Students, staff, and visitors to New Jersey schools must wear face coverings until pandemic conditions improve.
By Matt Skoufalos | August 6, 2021
New Jersey students, staff, and school visitors will begin the 2021-22 school year fully masked in academic settings, regardless of their novel coronavirus (COVID-19) vaccination status, Governor Phil Murphy announced Friday.
Murphy cited “the recent and rampant spread of the [COVID-19] delta variant, the fact that no child under the age of 12 is yet eligible to be vaccinated, and the reality that too many older students and their parents remain unvaccinated,” as the critical factors in the mandate.
“This is not an announcement that gives any of us, or me personally, any pleasure, but as the school year approaches and with the numbers rapidly increasing, it is the one that we need to make right now,” the governor said.
“Without a mask requirement, it’s not a matter of if we will have a school closing outbreak, but when,” he said.
Exceptions to the rule will be made “for students with documented medical conditions or disabilities which make wearing a mask either difficult or dangerous; rigorous activities in gym classes; excessive heat; playing a musical instrument; or eating in a classroom or cafeteria,” Murphy said.
With the delta variant “putting kids in its crosshairs,” the governor said the masking mandate was enacted in response to “how impactful masks are in slowing the spread of this virus.
“This is a simple step that each of us can take, kids and adults, that meaningfully pushes back against the transmission of this virus, and especially against this variant,” he said.
“As soon as conditions allow, we will lift this requirement again,” Murphy said. “This is not permanent.”
All New Jersey schoolchildren must still attend classes in person, the governor said, affirming his previously stated commitment to eliminating the remote-instruction option that districts provided during the past school year.
“Remote learning imposed intense challenges on educators trying to reach students without any real way of knowing if they were,” he said, adding that the setup “placed an undue burden on countless working parents.”
Dr.
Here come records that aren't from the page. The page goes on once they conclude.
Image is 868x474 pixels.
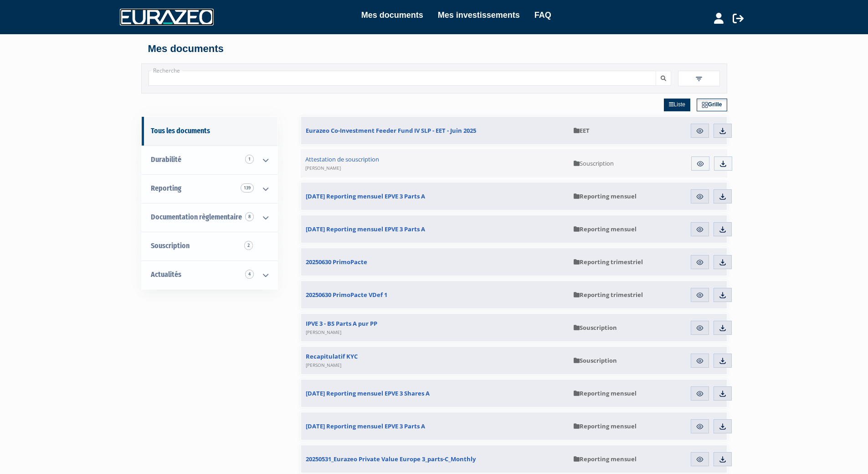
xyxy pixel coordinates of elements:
[664,98,690,111] a: Liste
[719,127,727,135] img: download.svg
[245,154,254,164] span: 1
[719,159,727,168] img: download.svg
[244,241,253,250] span: 2
[151,270,181,278] span: Actualités
[719,192,727,201] img: download.svg
[306,329,341,335] span: [PERSON_NAME]
[696,455,704,463] img: eye.svg
[301,412,569,440] a: [DATE] Reporting mensuel EPVE 3 Parts A
[719,357,727,365] img: download.svg
[696,357,704,365] img: eye.svg
[362,9,423,21] a: Mes documents
[306,164,341,171] span: [PERSON_NAME]
[534,9,551,21] a: FAQ
[306,126,476,135] span: Eurazeo Co-Investment Feeder Fund IV SLP - EET - Juin 2025
[696,98,727,111] a: Grille
[574,323,617,331] span: Souscription
[574,455,637,463] span: Reporting mensuel
[301,281,569,308] a: 20250630 PrimoPacte VDef 1
[301,149,569,178] a: Attestation de souscription[PERSON_NAME]
[301,379,569,407] a: [DATE] Reporting mensuel EPVE 3 Shares A
[574,356,617,364] span: Souscription
[696,324,704,332] img: eye.svg
[574,389,637,397] span: Reporting mensuel
[306,319,377,336] span: IPVE 3 - BS Parts A pur PP
[696,192,704,201] img: eye.svg
[306,290,387,299] span: 20250630 PrimoPacte VDef 1
[245,270,254,278] span: 4
[696,159,704,168] img: eye.svg
[306,225,425,233] span: [DATE] Reporting mensuel EPVE 3 Parts A
[241,183,254,192] span: 139
[574,258,643,266] span: Reporting trimestriel
[306,352,358,369] span: Recapitulatif KYC
[574,192,637,200] span: Reporting mensuel
[151,241,190,250] span: Souscription
[694,75,703,83] img: filter.svg
[301,248,569,275] a: 20250630 PrimoPacte
[719,455,727,463] img: download.svg
[142,260,278,289] a: Actualités 4
[574,422,637,430] span: Reporting mensuel
[245,212,254,221] span: 8
[696,225,704,234] img: eye.svg
[574,126,589,135] span: EET
[719,389,727,397] img: download.svg
[306,192,425,200] span: [DATE] Reporting mensuel EPVE 3 Parts A
[142,174,278,203] a: Reporting 139
[148,44,720,54] h4: Mes documents
[438,9,520,21] a: Mes investissements
[301,182,569,210] a: [DATE] Reporting mensuel EPVE 3 Parts A
[696,127,704,135] img: eye.svg
[306,258,367,266] span: 20250630 PrimoPacte
[574,225,637,233] span: Reporting mensuel
[149,70,656,86] input: Recherche
[719,422,727,430] img: download.svg
[301,116,569,144] a: Eurazeo Co-Investment Feeder Fund IV SLP - EET - Juin 2025
[301,314,569,341] a: IPVE 3 - BS Parts A pur PP[PERSON_NAME]
[120,9,213,25] img: 1732889491-logotype_eurazeo_blanc_rvb.png
[696,291,704,299] img: eye.svg
[142,203,278,232] a: Documentation règlementaire 8
[574,290,643,299] span: Reporting trimestriel
[301,346,569,374] a: Recapitulatif KYC[PERSON_NAME]
[701,102,708,108] img: grid.svg
[696,389,704,397] img: eye.svg
[142,116,278,146] a: Tous les documents
[151,212,242,221] span: Documentation règlementaire
[719,258,727,267] img: download.svg
[306,155,379,171] span: Attestation de souscription
[142,232,278,260] a: Souscription2
[151,155,181,164] span: Durabilité
[696,258,704,267] img: eye.svg
[719,324,727,332] img: download.svg
[301,216,569,242] a: [DATE] Reporting mensuel EPVE 3 Parts A
[306,389,429,397] span: [DATE] Reporting mensuel EPVE 3 Shares A
[719,291,727,299] img: download.svg
[301,445,569,472] a: 20250531_Eurazeo Private Value Europe 3_parts-C_Monthly
[306,422,425,430] span: [DATE] Reporting mensuel EPVE 3 Parts A
[306,362,341,368] span: [PERSON_NAME]
[306,455,475,463] span: 20250531_Eurazeo Private Value Europe 3_parts-C_Monthly
[696,422,704,430] img: eye.svg
[142,146,278,174] a: Durabilité 1
[719,225,727,234] img: download.svg
[151,184,181,192] span: Reporting
[574,159,614,168] span: Souscription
Jeanne Craft, President of the New Jersey Chapter of the American Academy of Pediatrics, said that despite data showing that children are less affected by the virus, “it doesn’t mean that they are not affected.
“If the stories I’m hearing from my colleagues in Alabama, Georgia, Florida, and Texas hold any water at all, which I believe they do, this is causing more severe diseases in children, and their pediatric ICUs are filling up with children with COVID,” Craft said. “That scares me as an ICU doctor.
“A hopeful spring has become a worrisome summer,” she said. “The conditions have changed. The risk is higher, especially for children. We need to move forward with an abundance of caution.”
New Jersey has sustained seven COVID-related pediatric deaths during the pandemic, which Craft said, “may sound small, but that means that there are seven families that will not see their children grow up, and that is huge to me.
“Children under 12 have no approved vaccine available to them as yet,” she said. “Elementary classrooms will be full of unvaccinated children, and some middle-school classrooms will be full of unvaccinated children; junior- and senior-high classrooms will have a mix.”
Craft said the strategies taken by the state emphasize “the value of both safe, face-to-face in-person instruction and a layered safety strategy that includes masks.”
Donna Pleus, President of the New Jersey State Nurses Association, called masking “a low-stakes solution to high-stakes public health crisis,” and highlighted the historic role school nurses have always played in preventing the spread of communicable diseases.
“Universal masking regardless of vaccination status is the evidence-based recommendation of the American Academy of Pediatrics and the Centers for Disease Control Prevention,” Pleus said.
“It is our duty to assure that our school communities are kept safe from disease by implementing the safest public health mitigation strategies that have proven effective, including social distancing, proper ventilation, contact tracing, and most importantly, by making sure that universal masking is in place,” she said, citing decreased cases of “flu, strep, and RSV when masking and other mitigation strategies were in full force.”
“The public health messaging about masking has been muddled, but the science behind the recommendation is crystal-clear,” Peus said. “Masks protect students and staff from the invisible virus that’s attacking us.
“Vaccines are protective, but since the majority of children are not yet eligible, and this new variant is highly transmissible, we must use the tools that are available to us,” she said.